B. Then we read “…therefore all have died.”

So what does Paul mean when he says all have died.
What Paul is telling us here is that Jesus died as our representative. He died on our behalf.
When we believe in Jesus, when we trust him for salvation, when we give ourselves to him body and soul we become in a way united with him.
The Bible says that we are in Christ and he is in us.
Because we have become one with Christ, what was true of him is also true of us.
So his death becomes our death, and his life from the dead becomes our life from the dead.

This is a deep doctrine. I have read books about it.
I won’t try to explain it now, but just tell you that this is what the Bible teaches, and this is what Christians believe.
This is why we put crosses on our churches, and some of us wear them around out necks.

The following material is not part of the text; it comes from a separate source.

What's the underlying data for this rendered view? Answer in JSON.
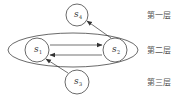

This is why the we worship by taking the loaf and cup—the body and blood of the Savior—in our most solemn worship services.
That is why we sing hymns like “When I Survey the Wondrous Cross.”
We do these things to remind ourselves that the death, burial, and resurrection of Jesus our Lord makes all the difference.
Nothing could be as important as this: Jesus died for me, rose again, and invites me to himself.

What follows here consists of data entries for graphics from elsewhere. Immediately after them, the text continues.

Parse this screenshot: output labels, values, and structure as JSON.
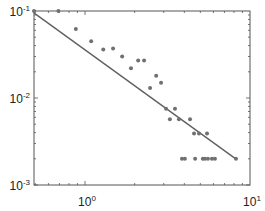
{
  "chart_data": {
    "type": "scatter",
    "title": "",
    "xlabel": "",
    "ylabel": "",
    "xscale": "log",
    "yscale": "log",
    "xlim": [
      0.49,
      10
    ],
    "ylim": [
      0.001,
      0.1
    ],
    "grid": false,
    "legend": null,
    "x_ticks": [
      {
        "base": "10",
        "exp": "0",
        "value": 1
      },
      {
        "base": "10",
        "exp": "1",
        "value": 10
      }
    ],
    "y_ticks": [
      {
        "base": "10",
        "exp": "-1",
        "value": 0.1
      },
      {
        "base": "10",
        "exp": "-2",
        "value": 0.01
      },
      {
        "base": "10",
        "exp": "-3",
        "value": 0.001
      }
    ],
    "series": [
      {
        "name": "data",
        "kind": "scatter",
        "color": "#707070",
        "points": [
          [
            0.48,
            0.1
          ],
          [
            0.69,
            0.1
          ],
          [
            0.88,
            0.062
          ],
          [
            1.09,
            0.045
          ],
          [
            1.29,
            0.036
          ],
          [
            1.48,
            0.037
          ],
          [
            1.68,
            0.03
          ],
          [
            1.9,
            0.022
          ],
          [
            2.1,
            0.027
          ],
          [
            2.28,
            0.027
          ],
          [
            2.48,
            0.013
          ],
          [
            2.7,
            0.018
          ],
          [
            2.89,
            0.015
          ],
          [
            3.1,
            0.0075
          ],
          [
            3.51,
            0.0075
          ],
          [
            3.27,
            0.0057
          ],
          [
            3.71,
            0.0057
          ],
          [
            4.33,
            0.0057
          ],
          [
            4.58,
            0.0039
          ],
          [
            4.91,
            0.0039
          ],
          [
            5.49,
            0.0039
          ],
          [
            3.87,
            0.002
          ],
          [
            4.03,
            0.002
          ],
          [
            4.65,
            0.002
          ],
          [
            5.18,
            0.002
          ],
          [
            5.33,
            0.002
          ],
          [
            5.56,
            0.002
          ],
          [
            5.88,
            0.002
          ],
          [
            6.13,
            0.002
          ],
          [
            8.22,
            0.002
          ]
        ]
      },
      {
        "name": "fit",
        "kind": "line",
        "color": "#606060",
        "points": [
          [
            0.49,
            0.095
          ],
          [
            8.2,
            0.002
          ]
        ]
      }
    ]
  }
}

III. Now I want to go back to the beginning of the verse. This is part I want especially to talk about today: “The Love of Christ controls us…”

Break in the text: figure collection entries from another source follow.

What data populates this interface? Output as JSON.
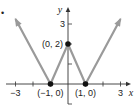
{
  "chart_data": {
    "type": "line",
    "title": "",
    "xlabel": "x",
    "ylabel": "y",
    "xlim": [
      -3.5,
      3.5
    ],
    "ylim": [
      -1,
      4
    ],
    "x_ticks": [
      -3,
      -2,
      -1,
      1,
      2,
      3
    ],
    "x_tick_labels": [
      {
        "x": -3,
        "label": "−3"
      },
      {
        "x": 3,
        "label": "3"
      }
    ],
    "y_ticks": [
      1,
      2,
      3,
      -1
    ],
    "y_tick_labels": [
      {
        "y": 3,
        "label": "3"
      }
    ],
    "series": [
      {
        "name": "f",
        "color": "#9a9a9a",
        "points": [
          [
            -3,
            3.25
          ],
          [
            -1,
            0
          ],
          [
            0,
            2
          ],
          [
            1,
            0
          ],
          [
            3,
            3.25
          ]
        ],
        "arrows_at_ends": true
      }
    ],
    "marked_points": [
      {
        "x": -1,
        "y": 0,
        "label": "(−1, 0)",
        "label_pos": "below"
      },
      {
        "x": 0,
        "y": 2,
        "label": "(0, 2)",
        "label_pos": "left"
      },
      {
        "x": 1,
        "y": 0,
        "label": "(1, 0)",
        "label_pos": "below"
      }
    ],
    "grid": false,
    "legend": "none"
  },
  "bullet": "•"
}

A. Here are some others ways that line has been translated:

“The love of Christ constraineth us.” (King James Bible)
 “The love of Christ urges us on.” (NRSV)
“The love of Christ compels us.” (NIV)
“The love of Christ overwhelms us.” (New Jerusalem Bible)
The line could also be translated: “The love of Christ holds us in its grip.”

The idea is that when I really understand what Jesus has done for me, I will never get over it.
I will keep thinking about how much Jesus loved me, and I will never get over it.
Other people have loved me, but no one else has ever died for me.
And if someone else had died for me, it could never equal what Jesus did for me at Calvary.

Think back over Holy Week. This is the greatest love story the world has ever known.
I’ve heard of people who gave their lives to save a friend from physical death—perhaps on the battlefield, or from drowning, or something like that.
But Jesus suffered and died, not just so that we could go on living a little longer on this earth but so that we could live forever with him in his Father’s House.
And Jesus’s death was not merely physical death, but an infinite death that bore all the sin of the world.

And that’s why when it finally soaked into my mind that Jesus died for me, his love got a hold of me and life has never been the same since.

B. The next line continues this thought: “And he died for all, that those who live might live no longer for themselves but for him who for their sake died and rose again.”

This reminds me of a verse in another letter Paul wrote that has the same thought. In the letter to the Galatians, Paul wrote:

“I am crucified with Christ, nevertheless I live,
yet not I but Christ lives in me,
and the life that I now live
I live by the faith of the Son of God who loved me
and gave himself for me.”

CONCLUSION

A missionary was examining some candidates for baptism, and fearing to frighten and embarrass an elderly Korean woman with difficult questions, he said quietly, “Tell me a story about Jesus.”
The Korean woman—her face glowing—began to tell simply the story of Calvary. She told it all bravely until the time came when the nails were driven into Jesus’s feet and hands. Then she broke down completely, and with sobs and in a broken voice, she murmured, “I can’t tell that part. It breaks my heart.”

Does the story of what Jesus has done for you on the cross break your heart?
Does it make you want to live for Jesus?
Does the love of Christ hold you in its grip?